[comp.emacs] Emacs as Login Shell? No, Thanks!

jack@hpindda.UUCP (09/23/87)

> In article <3590005@hpindda.HP.COM> jack@hpindda.HP.COM (Jack Repenning) 
> writes:
> >I do NOT use emacs as my log-in shell...
>
> Why not?

Well, that deserves a whole new basenote.

Here are my reasons:

(1) I can't read this stuff we're reading now from within Emacs.  I
know some people can, but my local systems run notes, not news, and I
haven't yet heard of an emacs-to-notes bridge.

(2) I can't get to the ksh history from my last session from within an
emacs shell-window (emacs eats the emacs-mode thingies, but only
searches within the current buffer, ergo within the current session).

(3) I occasionally have to blow my emaxen away, haveing consumed
unsociable amounts of swap space by working on an entire HP-UX kernel.
I've even run into the gnuemacs warning about reaching 75% of
available space (and, I think my gnuemacs then crashed, btw, although
I wasn't in the area at the time, and it might have been something
else).  When I exit such an emacs, I'd like not to lose the various
backgrounded telnets, envariables, command histories, and other
context items I've built up in my shells.

(4) I find "cd, ls" a more friendly way to wander around hunting for
things that dired (and I like my ls's to come out several per line,
thanks just the same).  Yes, I could alias ls to "ls -x", but then
what about my lsf's?  Yes, I could alias them, too.  Somewhere along
the line, though, I begin to wonder whether it's worth it to pimp so
extensively for my editor, when my shell already does the right thing.

Anybody got a graceful fix for those?  Maybe you could convert me!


- _Action item_: Nothing in the entries should be altered. Write them out in full.

Data records
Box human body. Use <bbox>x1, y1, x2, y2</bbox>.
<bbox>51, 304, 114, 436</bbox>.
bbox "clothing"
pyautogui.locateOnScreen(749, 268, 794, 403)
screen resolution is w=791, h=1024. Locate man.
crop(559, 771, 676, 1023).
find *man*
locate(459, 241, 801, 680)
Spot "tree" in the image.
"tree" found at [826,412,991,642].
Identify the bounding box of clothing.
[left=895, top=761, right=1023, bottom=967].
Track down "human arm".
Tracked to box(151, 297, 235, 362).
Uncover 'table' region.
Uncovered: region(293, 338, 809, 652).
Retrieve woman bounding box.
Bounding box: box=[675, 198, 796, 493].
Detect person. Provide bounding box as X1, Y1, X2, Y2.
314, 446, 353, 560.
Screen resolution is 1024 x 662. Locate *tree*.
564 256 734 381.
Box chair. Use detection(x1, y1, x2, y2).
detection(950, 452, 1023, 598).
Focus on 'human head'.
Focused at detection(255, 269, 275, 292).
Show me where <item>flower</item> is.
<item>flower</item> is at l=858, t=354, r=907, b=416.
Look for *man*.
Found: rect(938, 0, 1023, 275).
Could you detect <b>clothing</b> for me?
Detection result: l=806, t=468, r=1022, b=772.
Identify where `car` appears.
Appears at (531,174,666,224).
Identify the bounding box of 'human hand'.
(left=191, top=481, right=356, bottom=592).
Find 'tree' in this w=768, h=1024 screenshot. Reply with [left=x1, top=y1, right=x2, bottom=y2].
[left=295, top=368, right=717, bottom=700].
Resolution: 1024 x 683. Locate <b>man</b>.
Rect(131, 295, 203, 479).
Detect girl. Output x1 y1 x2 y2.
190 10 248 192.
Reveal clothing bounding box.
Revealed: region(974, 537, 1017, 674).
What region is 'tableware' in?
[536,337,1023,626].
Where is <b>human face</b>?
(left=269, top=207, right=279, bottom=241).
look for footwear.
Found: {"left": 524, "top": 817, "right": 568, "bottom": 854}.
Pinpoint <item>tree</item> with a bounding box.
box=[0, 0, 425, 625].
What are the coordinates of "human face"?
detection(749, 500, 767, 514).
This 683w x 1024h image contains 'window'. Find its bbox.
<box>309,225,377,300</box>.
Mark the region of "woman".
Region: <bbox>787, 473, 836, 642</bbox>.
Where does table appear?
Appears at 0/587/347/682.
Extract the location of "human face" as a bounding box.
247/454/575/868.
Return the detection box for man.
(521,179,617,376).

- _Output of the task_:
Box human body. Use <bbox>x1, y1, x2, y2</bbox>.
<bbox>51, 304, 114, 436</bbox>.
bbox "clothing"
pyautogui.locateOnScreen(749, 268, 794, 403)
screen resolution is w=791, h=1024. Locate man.
crop(559, 771, 676, 1023).
find *man*
locate(459, 241, 801, 680)
Spot "tree" in the image.
"tree" found at [826,412,991,642].
Identify the bounding box of clothing.
[left=895, top=761, right=1023, bottom=967].
Track down "human arm".
Tracked to box(151, 297, 235, 362).
Uncover 'table' region.
Uncovered: region(293, 338, 809, 652).
Retrieve woman bounding box.
Bounding box: box=[675, 198, 796, 493].
Detect person. Provide bounding box as X1, Y1, X2, Y2.
314, 446, 353, 560.
Screen resolution is 1024 x 662. Locate *tree*.
564 256 734 381.
Box chair. Use detection(x1, y1, x2, y2).
detection(950, 452, 1023, 598).
Focus on 'human head'.
Focused at detection(255, 269, 275, 292).
Show me where <item>flower</item> is.
<item>flower</item> is at l=858, t=354, r=907, b=416.
Look for *man*.
Found: rect(938, 0, 1023, 275).
Could you detect <b>clothing</b> for me?
Detection result: l=806, t=468, r=1022, b=772.
Identify where `car` appears.
Appears at (531,174,666,224).
Identify the bounding box of 'human hand'.
(left=191, top=481, right=356, bottom=592).
Find 'tree' in this w=768, h=1024 screenshot. Reply with [left=x1, top=y1, right=x2, bottom=y2].
[left=295, top=368, right=717, bottom=700].
Resolution: 1024 x 683. Locate <b>man</b>.
Rect(131, 295, 203, 479).
Detect girl. Output x1 y1 x2 y2.
190 10 248 192.
Reveal clothing bounding box.
Revealed: region(974, 537, 1017, 674).
What region is 'tableware' in?
[536,337,1023,626].
Where is <b>human face</b>?
(left=269, top=207, right=279, bottom=241).
look for footwear.
Found: {"left": 524, "top": 817, "right": 568, "bottom": 854}.
Pinpoint <item>tree</item> with a bounding box.
box=[0, 0, 425, 625].
What are the coordinates of "human face"?
detection(749, 500, 767, 514).
This 683w x 1024h image contains 'window'. Find its bbox.
<box>309,225,377,300</box>.
Mark the region of "woman".
Region: <bbox>787, 473, 836, 642</bbox>.
Where does table appear?
Appears at 0/587/347/682.
Extract the location of "human face" as a bounding box.
247/454/575/868.
Return the detection box for man.
(521,179,617,376).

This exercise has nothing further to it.